THE MONSTROSITY
THE MONSTROSITY
Fifteen minutes after Mr. and Mrs. Lemuel Livermore, accompanied by their daughter Selma, had driven away from their comfortable West Side residence, for the purpose of attending an annual family gathering at the house of Mrs. Livermore's widowed mother, Mrs. Pease, on the opposite side of Central Park, the Livermore domestics were stirred by a more than usually imperative ring at the front door-bell. It was Christmas Eve, a season when mercantile delivery wagons may appear at any hour. Presents had been arriving all the afternoon, and the sight of a large van backed up against the curbstone occasioned no surprise.

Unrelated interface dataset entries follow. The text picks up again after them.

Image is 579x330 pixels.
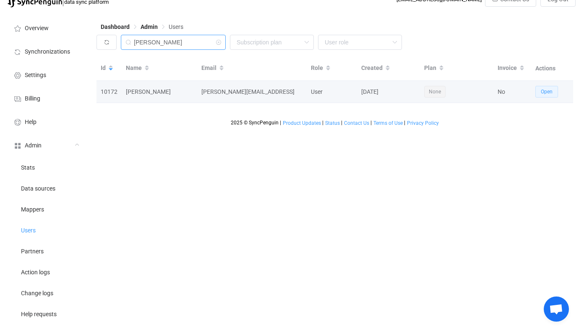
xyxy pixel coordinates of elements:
a: Help requests [4,304,88,325]
span: Overview [25,25,49,32]
div: Actions [531,64,573,73]
a: Open [535,88,558,95]
a: Status [325,120,340,126]
span: Users [21,228,36,234]
div: [DATE] [357,87,420,97]
a: Overview [4,16,88,39]
span: Users [169,23,183,30]
span: Mappers [21,207,44,213]
span: Dashboard [101,23,130,30]
div: Role [307,61,357,75]
a: Terms of Use [373,120,403,126]
span: | [280,120,281,126]
span: Contact Us [344,120,369,126]
a: Product Updates [282,120,321,126]
span: Billing [25,96,40,102]
a: Settings [4,63,88,86]
span: Synchronizations [25,49,70,55]
span: Settings [25,72,46,79]
span: Stats [21,165,35,171]
span: | [404,120,405,126]
div: 10172 [96,87,122,97]
input: User role [318,35,402,50]
span: | [370,120,372,126]
span: Action logs [21,270,50,276]
div: Created [357,61,420,75]
input: Search [121,35,226,50]
a: Billing [4,86,88,110]
div: Plan [420,61,493,75]
span: | [322,120,323,126]
span: Product Updates [283,120,321,126]
div: User [307,87,357,97]
span: None [424,86,445,98]
span: Privacy Policy [407,120,439,126]
div: Name [122,61,197,75]
div: Email [197,61,307,75]
button: Open [535,86,558,98]
span: Admin [25,143,42,149]
div: [PERSON_NAME][EMAIL_ADDRESS] [197,87,307,97]
div: Invoice [493,61,531,75]
a: Open chat [543,297,569,322]
div: Id [96,61,122,75]
a: Data sources [4,178,88,199]
a: Stats [4,157,88,178]
a: Users [4,220,88,241]
a: Mappers [4,199,88,220]
a: Synchronizations [4,39,88,63]
a: Help [4,110,88,133]
div: Breadcrumb [101,24,183,30]
span: Help requests [21,312,57,318]
span: Admin [140,23,158,30]
a: Contact Us [343,120,369,126]
input: Subscription plan [230,35,314,50]
a: Action logs [4,262,88,283]
span: Open [540,89,552,95]
span: Change logs [21,291,53,297]
div: No [493,87,531,97]
a: Change logs [4,283,88,304]
a: Privacy Policy [406,120,439,126]
div: [PERSON_NAME] [122,87,197,97]
span: Help [25,119,36,126]
span: Data sources [21,186,55,192]
span: | [341,120,342,126]
span: 2025 © SyncPenguin [231,120,278,126]
span: Partners [21,249,44,255]
a: Partners [4,241,88,262]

"What are they bringing us now?" inquired Bates, the butler, who rarely condescended to open the door in the absence of the family, from his pantry.

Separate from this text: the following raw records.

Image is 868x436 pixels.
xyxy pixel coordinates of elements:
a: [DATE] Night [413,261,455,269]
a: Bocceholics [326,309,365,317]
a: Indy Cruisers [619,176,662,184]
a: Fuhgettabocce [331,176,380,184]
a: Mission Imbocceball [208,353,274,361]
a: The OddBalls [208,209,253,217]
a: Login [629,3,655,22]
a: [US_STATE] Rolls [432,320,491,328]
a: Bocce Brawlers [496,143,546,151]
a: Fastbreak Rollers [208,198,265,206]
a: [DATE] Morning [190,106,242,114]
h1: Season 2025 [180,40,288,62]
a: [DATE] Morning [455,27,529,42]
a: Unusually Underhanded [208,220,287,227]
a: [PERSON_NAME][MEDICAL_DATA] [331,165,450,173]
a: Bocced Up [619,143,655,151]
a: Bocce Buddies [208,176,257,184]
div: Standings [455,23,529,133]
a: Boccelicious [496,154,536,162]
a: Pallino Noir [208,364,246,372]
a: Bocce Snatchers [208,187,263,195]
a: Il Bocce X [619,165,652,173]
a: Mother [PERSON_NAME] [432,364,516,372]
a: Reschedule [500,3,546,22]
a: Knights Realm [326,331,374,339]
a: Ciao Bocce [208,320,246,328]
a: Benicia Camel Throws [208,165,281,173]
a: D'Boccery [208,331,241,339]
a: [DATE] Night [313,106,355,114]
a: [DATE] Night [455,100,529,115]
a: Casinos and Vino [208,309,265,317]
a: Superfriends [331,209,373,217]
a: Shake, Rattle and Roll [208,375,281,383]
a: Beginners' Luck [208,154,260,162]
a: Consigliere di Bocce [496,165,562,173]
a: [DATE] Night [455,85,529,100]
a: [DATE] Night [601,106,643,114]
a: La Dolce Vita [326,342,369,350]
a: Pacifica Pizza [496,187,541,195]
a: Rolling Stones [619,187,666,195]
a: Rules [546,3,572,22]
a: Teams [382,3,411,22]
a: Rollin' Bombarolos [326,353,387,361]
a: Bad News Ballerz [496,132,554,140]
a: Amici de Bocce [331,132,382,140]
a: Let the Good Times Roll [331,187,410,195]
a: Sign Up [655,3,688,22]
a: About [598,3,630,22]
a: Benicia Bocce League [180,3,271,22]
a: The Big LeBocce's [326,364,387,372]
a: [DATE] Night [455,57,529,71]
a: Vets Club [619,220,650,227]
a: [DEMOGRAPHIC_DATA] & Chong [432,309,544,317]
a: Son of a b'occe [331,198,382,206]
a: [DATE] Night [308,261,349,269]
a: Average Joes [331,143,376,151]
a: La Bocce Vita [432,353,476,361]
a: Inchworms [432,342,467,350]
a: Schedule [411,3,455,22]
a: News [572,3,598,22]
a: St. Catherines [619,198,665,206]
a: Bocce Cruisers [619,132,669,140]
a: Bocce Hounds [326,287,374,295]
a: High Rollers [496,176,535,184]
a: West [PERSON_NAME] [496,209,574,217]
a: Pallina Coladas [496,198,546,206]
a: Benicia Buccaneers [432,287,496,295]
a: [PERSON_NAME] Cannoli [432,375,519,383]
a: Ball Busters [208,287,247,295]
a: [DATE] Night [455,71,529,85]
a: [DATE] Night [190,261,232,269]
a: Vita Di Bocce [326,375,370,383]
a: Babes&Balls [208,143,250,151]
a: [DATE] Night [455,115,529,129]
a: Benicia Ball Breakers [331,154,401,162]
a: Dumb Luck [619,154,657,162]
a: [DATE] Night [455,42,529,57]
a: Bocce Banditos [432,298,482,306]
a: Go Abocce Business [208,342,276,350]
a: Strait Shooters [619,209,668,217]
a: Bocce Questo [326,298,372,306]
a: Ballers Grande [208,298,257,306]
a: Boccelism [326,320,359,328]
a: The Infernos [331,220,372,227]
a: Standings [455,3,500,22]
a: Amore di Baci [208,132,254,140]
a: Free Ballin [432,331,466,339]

"It looks to me something like a sofa," replied the smiling housemaid, who generally knew by instinct when the ringer was to be young and good-looking, "and the delivery gentlemen want to know where to put it."
"A sofa, is it?" exclaimed the butler, coming forward. "I'd like to know who has been silly enough to make a present of a sofa to a family who have already more household goods than they know what to do with. They'll be sending in a porcelain bath-tub next," he added with a grunt, as he unbolted the second half of the front door to make room for a cumbrous piece of furniture, just then ascending the steps apparently upon four lusty legs. "Here, you fellows, wipe your feet and put it in the parlor, and when the family comes home I bet somebody'll get a blessing."

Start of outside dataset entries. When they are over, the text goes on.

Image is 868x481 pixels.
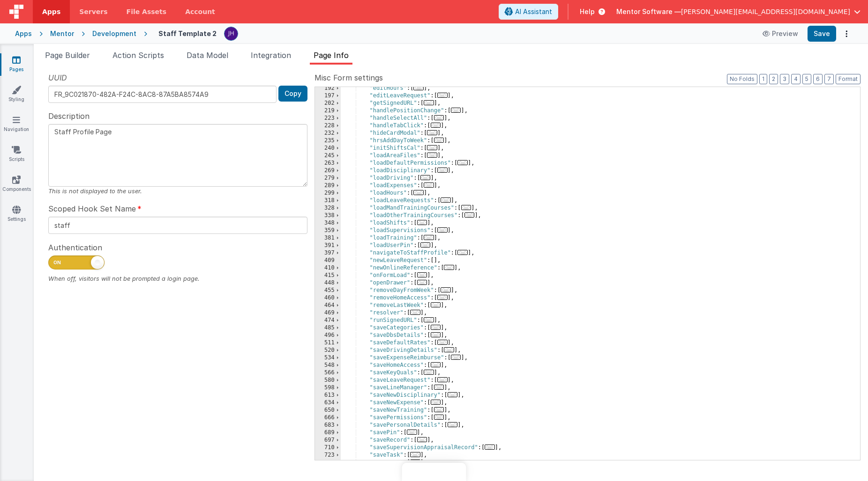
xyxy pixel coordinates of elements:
div: 359 [315,227,340,235]
span: ... [484,445,495,450]
div: 723 [315,452,340,459]
span: ... [451,108,461,113]
button: Preview [757,26,804,41]
span: ... [434,385,444,390]
div: 232 [315,130,340,137]
div: 410 [315,264,340,272]
span: ... [458,161,468,165]
span: ... [434,137,444,143]
div: 689 [315,429,340,437]
span: ... [417,280,427,285]
span: [PERSON_NAME][EMAIL_ADDRESS][DOMAIN_NAME] [681,7,850,16]
span: Page Info [314,50,349,60]
span: ... [427,152,438,158]
span: ... [430,123,441,128]
div: 460 [315,294,340,302]
span: ... [427,145,438,150]
h4: Staff Template 2 [158,30,216,37]
div: 299 [315,190,340,197]
div: 548 [315,362,340,369]
span: Authentication [48,242,103,253]
button: Format [835,73,860,84]
span: ... [417,272,427,278]
span: Action Scripts [113,50,164,60]
button: 4 [791,73,800,84]
div: 235 [315,137,340,145]
span: ... [441,287,451,293]
span: ... [461,205,471,210]
div: 397 [315,250,340,257]
span: ... [443,265,454,270]
div: 338 [315,212,340,220]
span: Page Builder [44,50,90,60]
div: 202 [315,100,340,107]
span: ... [458,250,468,255]
span: ... [417,220,427,225]
div: 469 [315,309,340,317]
div: 455 [315,287,340,294]
span: ... [438,168,448,172]
span: ... [438,377,448,383]
div: 666 [315,414,340,422]
span: ... [438,227,448,232]
span: ... [438,339,448,345]
span: AI Assistant [515,7,552,16]
span: UUID [48,72,67,84]
span: ... [410,452,420,457]
span: ... [443,348,454,352]
div: 485 [315,325,340,332]
div: 534 [315,354,340,362]
span: ... [451,355,461,360]
button: Options [840,27,853,40]
button: Mentor Software — [PERSON_NAME][EMAIL_ADDRESS][DOMAIN_NAME] [617,7,860,16]
span: ... [464,212,475,218]
span: ... [410,310,420,315]
span: Apps [42,7,60,16]
div: 634 [315,399,340,407]
span: ... [434,415,444,420]
span: ... [417,437,427,442]
div: 328 [315,204,340,212]
span: ... [434,408,444,412]
div: When off, visitors will not be prompted a login page. [48,274,308,283]
span: ... [430,325,441,330]
div: 496 [315,332,340,339]
div: Development [92,29,136,39]
div: 697 [315,437,340,444]
span: Servers [79,7,107,16]
span: ... [423,182,434,188]
div: 598 [315,384,340,392]
span: Integration [251,50,291,60]
span: Data Model [186,50,228,60]
div: 566 [315,369,340,377]
div: 464 [315,302,340,309]
div: 263 [315,160,340,167]
div: 228 [315,123,340,130]
div: This is not displayed to the user. [48,187,308,195]
div: 318 [315,197,340,204]
span: ... [438,295,448,300]
button: 1 [759,73,767,84]
span: ... [423,100,434,105]
div: 683 [315,422,340,429]
button: 6 [813,73,822,84]
div: 279 [315,175,340,182]
div: 520 [315,347,340,354]
div: 219 [315,107,340,114]
div: 223 [315,114,340,123]
div: 710 [315,444,340,452]
button: Copy [279,85,308,102]
div: 289 [315,182,340,190]
span: Help [579,7,595,16]
span: Mentor Software — [617,7,681,16]
span: Misc Form settings [314,72,383,84]
div: 739 [315,459,340,466]
span: Description [48,111,90,122]
span: ... [420,242,430,248]
div: 580 [315,377,340,384]
div: Mentor [50,29,74,39]
div: 448 [315,280,340,287]
span: ... [430,302,441,307]
button: No Folds [726,73,757,84]
span: ... [427,130,438,135]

The sofa was, in point of fact, a well-fed lounge, corpulent and plushy and be-flowered, and when, its wrappings removed, it occupied the center of the Livermore pink and white drawing-room, the Livermore bric-à-brac and bibelots and bijouterie appeared to turn a trifle pale and to shrink within themselves, as though a note of discord had distressed them.
"Lord!" said the housemaid frankly, as she regarded the latest unwelcome acquisition, "but it is a beast!"